A 16-year-old girl with borderline symptoms had to wait months in isolation in the Bad Schussenried NICU for her trial. The state has no juvenile forensics. Now she has been acquitted.

Die Stuttgarter Nachrichten. Raus aus der Psychiatrie. Rüdiger Bäßler. 18.11.2024

On Monday, 18.11.2024, Ulm Regional Court acquitted a 16-year-old, mentally impaired girl from Ulm of charges of attempted murder and assault. The allegations centred on an attack by the teenager on her mother on 23 January of this year in the social welfare offices of the city of Ulm. The mother was strangled with a scarf. This was followed by a charge of attempted manslaughter by the public prosecutor’s office in Ulm and the arrest.
Until the start of the trial this September, the teenager, who was 15 years old when she committed the crime, had to stay in a wing for adult offenders at the Centre for Psychiatry (ZfP) in Bad Schussenried, largely shielded from visitors and her divorced parents. The clinic also expressed its displeasure. In an internal letter to the court this summer, a senior doctor strongly suggested that the patient be transferred. The inmates in Bad Schussenried included ‘paedophiles and sex offenders’, there were no special youth therapists and it was difficult to permanently shield the child from the predominantly male inmates.

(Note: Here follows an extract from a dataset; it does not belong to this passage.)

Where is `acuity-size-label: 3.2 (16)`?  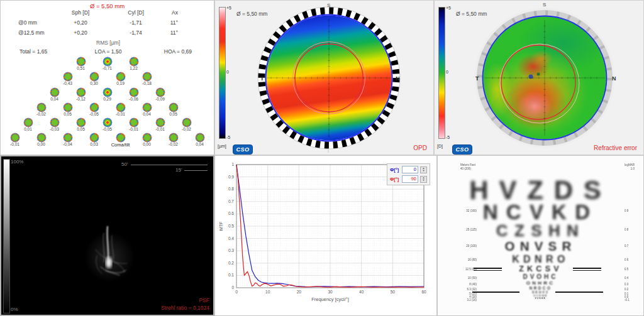 acuity-size-label: 3.2 (16) is located at coordinates (468, 300).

Suicide attempts after the arrest

After her arrest, the then 15-year-old, who had suffered from borderline personality disorder for many years, had suicidal thoughts.She had repeatedly tried to swallow sharp objects or glass, according to the medical clinic management in the letter.The result: even greater isolation in a camera-monitored ‘crisis room’.The child’s parents protested against this treatment of their daughter during the trial. The state of Baden-Württemberg proved to be powerless: unlike Bavaria or Rhineland-Palatinate, for example, it has no youth forensics, i.e. state therapy centres for juvenile offenders who are classified as unfit to stand trial.


So now the acquittal of all charges.According to the chamber, the girl had attacked her mother in a state of incompetence, with reference to a psychiatric report obtained for the trial.

The search for therapy continues

According to Detlef Kröger, the lawyer for the girl’s family, there have been no more incidents since the release from Bad Schussenried. However, the search for a therapy centre that could help in the long term continues.